On his first day of congressional confirmation hearings, Supreme Court nominee Judge Neil Gorsuch stated his firm belief the Second Amendment is the “law of the land”.
Judge Gorsuch faced a number of second amendment questions during the first day’s hearing from Senator Dianne Feinsten (D-CA), a liberal Senator from California notorious for making incendiary claims regarding both gun owners and gun rights. In keeping with her evident belief that the constitution can be interpreted as needed to conform to current societal trends, Feinstein asked Judge Gorsuch if he thought the Second Amendment was “unclear” or “in need of clarification”. Judge Gorsuch, however, responded that the Heller decision on the Second Amendment was “the law of the land.”
The Heller Decision
The District of Columbia v. Heller (554 U.S. 570 – 2008), was a landmark gun rights case brought before the United States Supreme Court, in response to a lower court ruling that effectively banned handguns in the nation’s capital. In 2008, the Supreme Court ruled that the Second Amendment to the United States Constitution applied to federal enclaves such as the capital, and that it protects an individual’s right to possess a firearm for lawful purposes, such as self-defense within the home.
The Supreme Court decision in the Heller case struck down a long-standing Washington D.C. handgun ban in a 5-4 split decision, with the late Justice Antonin Scalia writing the majority court opinion. Referring to the efforts of anti-gun proponents such as Feinstein to dismiss or trivialize the constitution as out-dated, Scalia stated, “Undoubtedly some think that the Second Amendment is outmoded in a society where our standing army is the pride of our nation, where well-trained police forces provide personal security and where gun violence is a serious problem…. That is perhaps debatable, but what is not debatable is that it is not the role of this court to pronounce the Second Amendment extinct.”
In addition to Justice Scalia, the Heller decision was supported by Chief Justice John Roberts, as well as Justices Samuel Alito, Clarence Thomas, and Anthony Kennedy.
Judge Gorsuch’s responses applauded by President Trump
The 2008 Heller decision constituted a devastating blow to anti-gun liberals such as Senator Feinstein, who have maintained for years that the second amendment did not apply to individuals, but only to government-authorized military units. When asked by Feinstein during the confirmation hearing if he agreed with the Supreme Court’s decision in the Heller case, Gorsuch responded with a succinct and unambiguous, “Whatever is in Heller is the law, and I follow the law.”
Judge Gorsuch is the kind of judge we need on #SCOTUS – someone with a brilliant legal mind & a commitment to constitutional principles. – President Donald Trump
President Trump praised the judge’s clear commitment to upholding the constitution, tweeting, “Judge Gorsuch is the kind of judge we need on #SCOTUS – someone with a brilliant legal mind & a commitment to constitutional principles.”
Failing in her efforts to persuade Gorsuch to trivialize the court’s majority decision in the Heller case, Feinstein then attempted to call into question Gorsuch’s past praise of both the supporting and dissenting court positions in the Heller case. Feinstein noted that Gorsuch had called both sides of the court positions in Heller “brilliant’ from a legal point of view. Gorsuch, however, refused to be baited, noting that, as a lawyer, he could appreciate a well-drafted legal opinion offered by the minority court justices without agreeing with its premise. Said Gorsuch, he was not there to “grade his bosses work”.
Judge Neil McGill Gorsuch is currently on the United States Court of Appeals for the United States Tenth Circuit Court. On February 1, 2017, President Donald Trump nominated Gorsuch to be an Associate Justice of the U.S. Supreme Court, to fill the seat left vacant following the death of Justice Antonin Scalia.
Gorsuch is a proponent of textualism in statutory interpretation and originalism in interpreting the U.S. Constitution; positions that support the interpretation of a document as its author originally intended it to be interpreted, not based on popular trends or capricious public moods.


How to complete this task: Leaving out the pictures, return word for word the stretch of entries below from the line holding "Image size is 1024px×685px. Find 'man'." through the line holding "Detect the region containing person.".

Data supplied:

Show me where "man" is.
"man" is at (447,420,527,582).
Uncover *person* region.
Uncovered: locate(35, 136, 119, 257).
* * *
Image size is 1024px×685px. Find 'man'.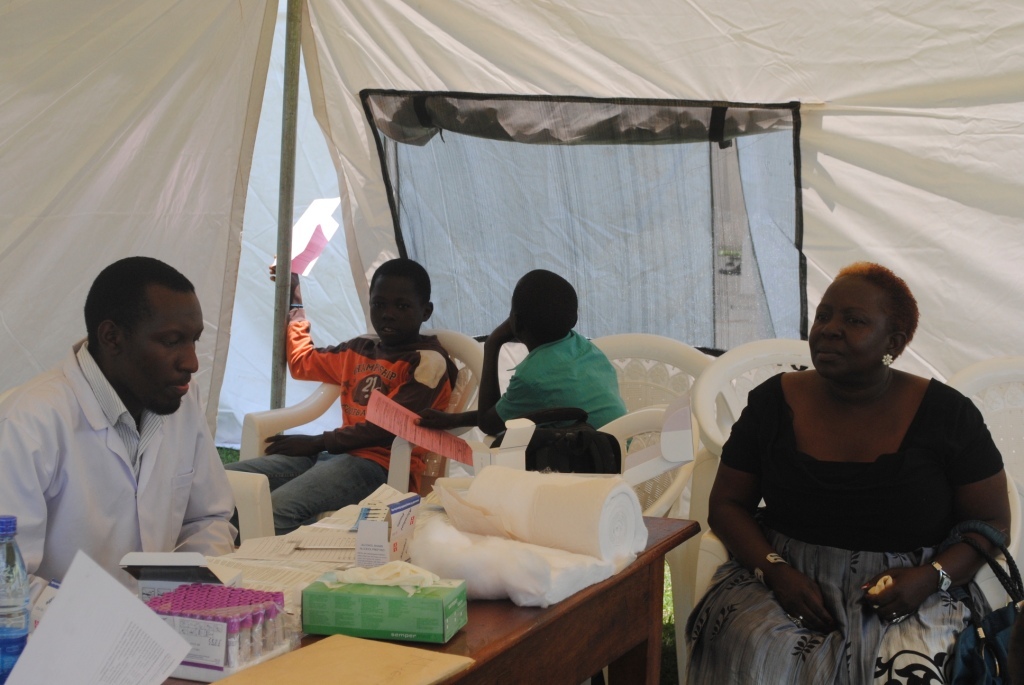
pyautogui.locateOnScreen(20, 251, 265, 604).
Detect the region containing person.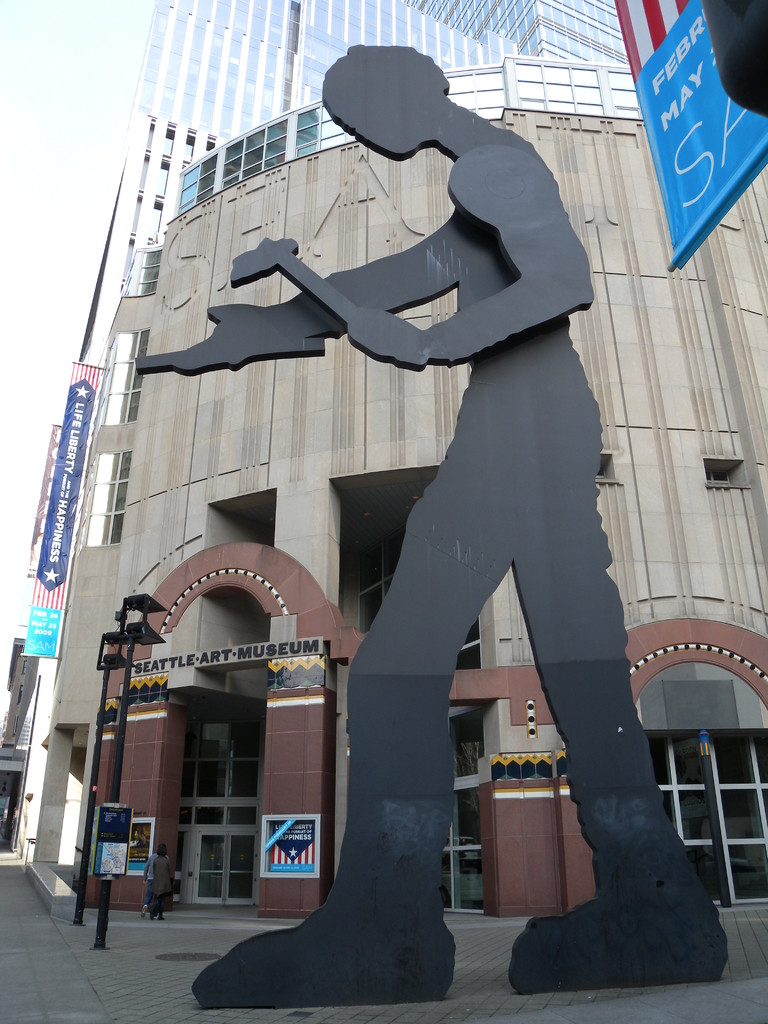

Reply:
Image size is 1024px×685px. Find 'man'.
pyautogui.locateOnScreen(20, 251, 265, 604).
Detect the region containing person.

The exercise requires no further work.